Adams later apologized in person to General Nguyen and his family for the irreparable damage it did to the general's honor while he was alive. When Nguyen died, Adams praised him as a "hero" of a "just cause". On the television show "War Stories with Oliver North" Adams called Gen. Nguyen "a goddamned hero!"

He once said, "I would have rather been known more for the series of photographs I shot of 48 Vietnamese refugees who managed to sail to Thailand in a 30-foot boat, only to be towed back to the open seas by Thai marines." The photographs, and accompanying reports, helped persuade then President Jimmy Carter to grant the nearly 200,000 Vietnamese boat people asylum. He won the Robert Capa Gold Medal from the Overseas Press Club in 1977 for this series of photographs in his photo essay, "The Boat of No Smiles" (Published by AP). Adams remarked, "It did some good and nobody got hurt."

On October 22, 2009 Swann Galleries auctioned a unique print of Adams's most well-known image, Saigon (General Nguyen Ngoc Loan executing a Viet Cong prisoner Nguyen Van Lém). The oversize silver print image—printed in the 1980s—had been a gift to Adams’s son and came with letter of provenance. The back of the photograph was signed and had Adams's notation, "Saigon, 1968." It sold for $43,200.

Awards

Along with the Pulitzer, Adams received over 500 awards, including the George Polk Award for News Photography in 1968, 1977 and 1978, and numerous awards from World Press Photo, NPPA, Sigma Delta Chi, Overseas Press Club, and many other organizations.

Death

In 2004 Adams died in New York City from complications of amyotrophic lateral sclerosis, also known as Lou Gehrig's disease. Adams's legacy is continued through Barnstorm: The Eddie Adams Workshop, the photography workshop he started in 1988.

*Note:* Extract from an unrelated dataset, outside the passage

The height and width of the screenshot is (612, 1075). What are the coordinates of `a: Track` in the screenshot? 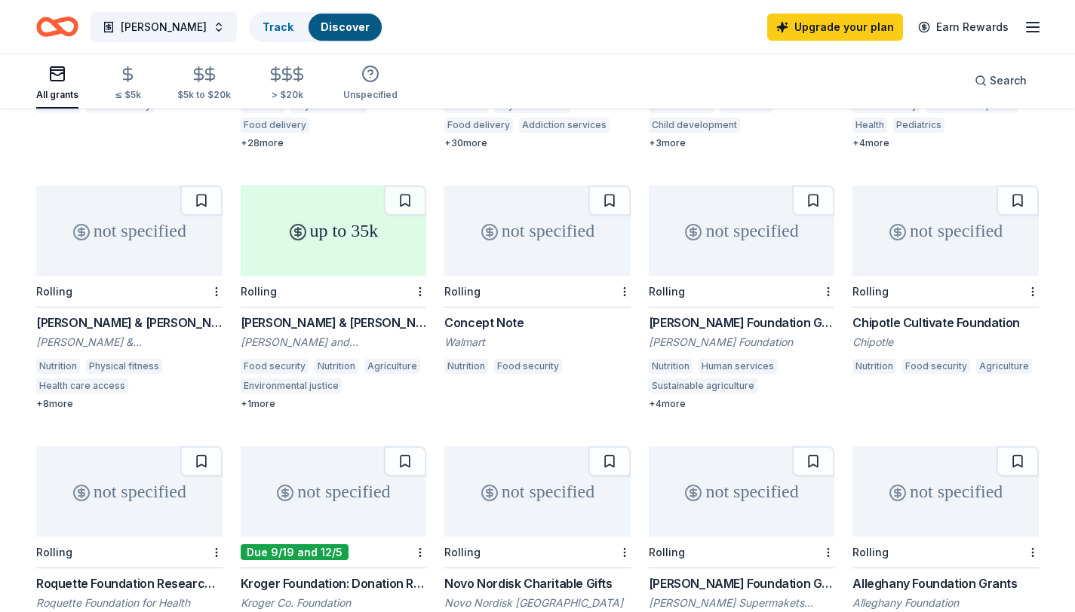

Eddie Adams Photographic Archive

Adams's photographic archive was donated by his widow, Alyssa Adams, to the Dolph Briscoe Center for American History at The University of Texas at Austin. The archive documents Adams's career and includes "Saigon Execution," his Pulitzer Prize-winning photograph. Measuring 200 linear feet in size, the Eddie Adams Photographic Archive includes slides, negatives, prints, audio and video materials, news stories, diaries, notes and tear sheets. In addition to substantive coverage of the Vietnam War, the collection includes his in-depth features on poverty in America, the homeless, Mother Teresa, Brazil, alternative society, anti-war demonstrations, and riots, as well as his intimate portraits of such high-profile figures as Ronald Reagan, Fidel Castro, Malcolm X, Clint Eastwood, Bette Davis, Bill Cosby, and Jerry Lewis.

Publications

  • Eddie Adams: Vietnam. New York City: Umbrage, 2008. Written and edited by Alyssa Adams. ISBN 978-1884167966.
  • Eddie Adams: Bigger than the Frame. Austin, TX: University of Texas Press, 2017. By Eddie Adams. ISBN 978-1-4773-1185-1. With a foreword by Don Carleton, a preface by Alyssa Adams, and an essay by Anne Wilkes Tucker.
  • Film about Adams

  • An Unlikely Weapon (2009) – documentary feature directed by Susan Morgan Cooper and narrated by Kiefer Sutherland.